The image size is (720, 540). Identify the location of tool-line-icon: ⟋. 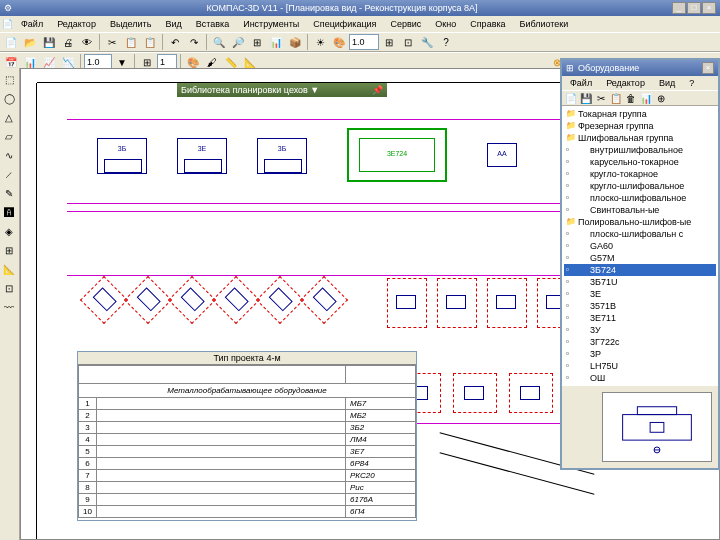
(9, 174).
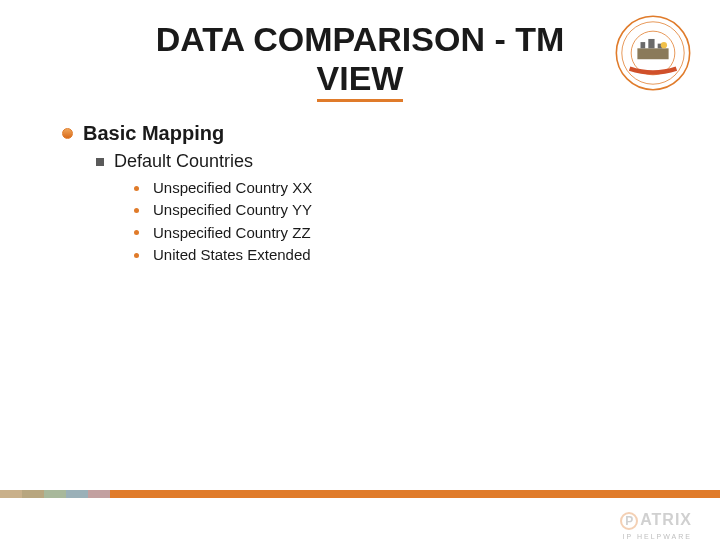  I want to click on patrix-logo: P ATRIX, so click(656, 520).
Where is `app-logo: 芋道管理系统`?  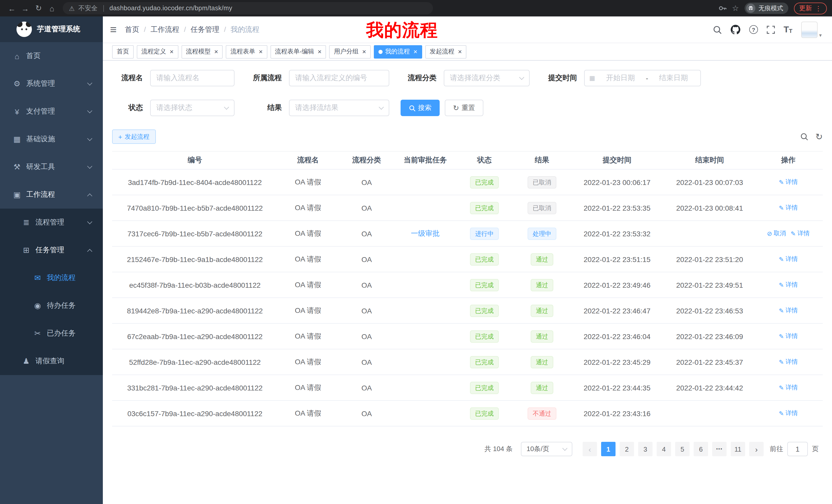 app-logo: 芋道管理系统 is located at coordinates (51, 29).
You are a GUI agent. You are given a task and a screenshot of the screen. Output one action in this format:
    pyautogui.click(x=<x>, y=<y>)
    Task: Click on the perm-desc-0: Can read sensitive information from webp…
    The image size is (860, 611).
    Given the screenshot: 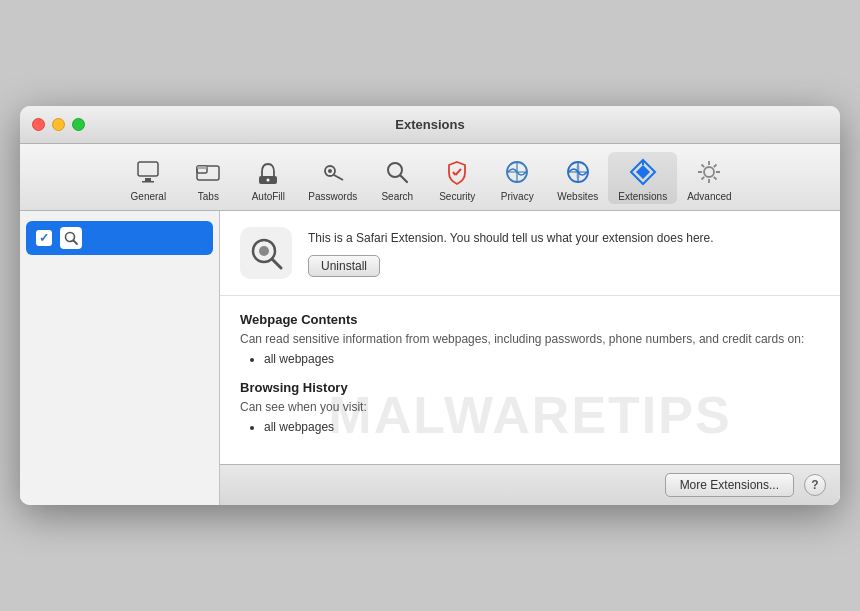 What is the action you would take?
    pyautogui.click(x=530, y=340)
    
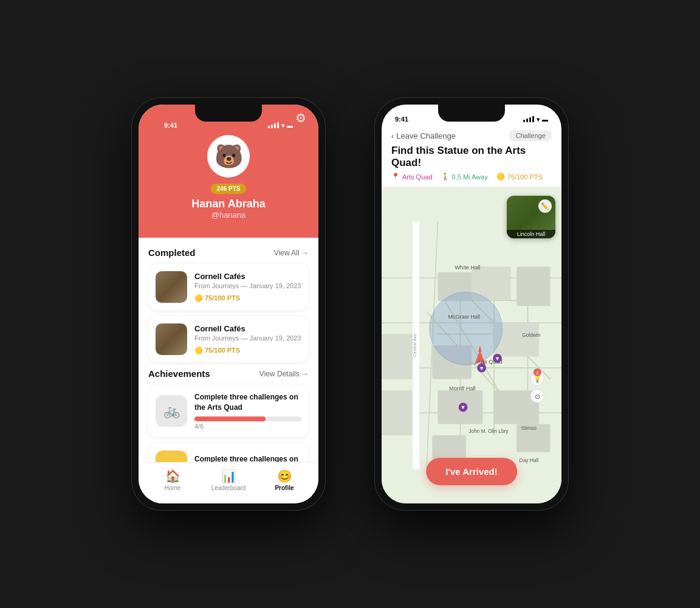 Image resolution: width=700 pixels, height=608 pixels. Describe the element at coordinates (172, 253) in the screenshot. I see `completed-title: Completed` at that location.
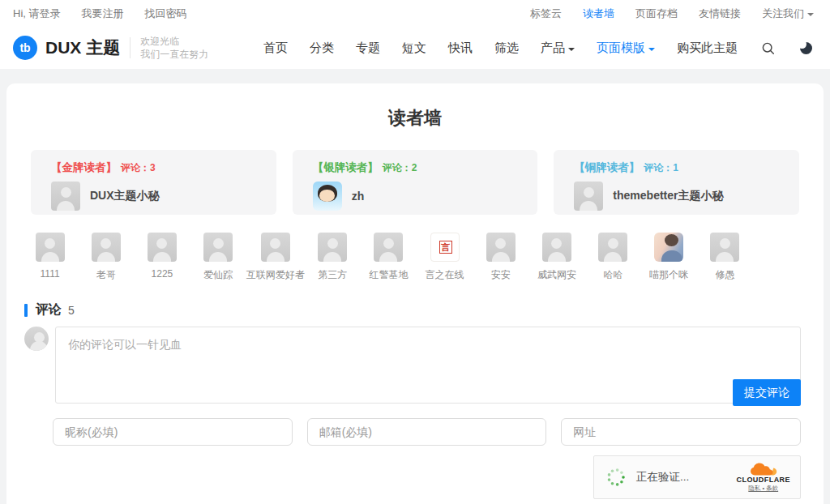 The height and width of the screenshot is (504, 830). I want to click on nav-buy-theme: 购买此主题, so click(707, 49).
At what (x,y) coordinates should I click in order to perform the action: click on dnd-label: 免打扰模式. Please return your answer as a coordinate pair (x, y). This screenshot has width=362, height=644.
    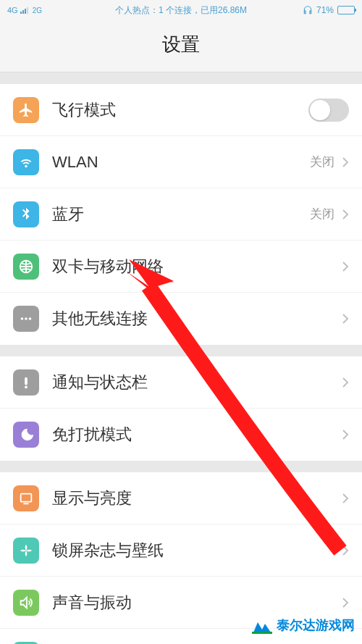
    Looking at the image, I should click on (197, 435).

┄┄┄┄┄┄

| Your goal |
Once the line with "pyautogui.click(x=<x>, y=<y>)" is found in the records above, print exactly that line and every line after it through the line with "The image size is (860, 611).".

| Expected answer |
    pyautogui.click(x=<x>, y=<y>)
    Task: Click on the perm-desc-0: Can read sensitive information from webp…
    The image size is (860, 611).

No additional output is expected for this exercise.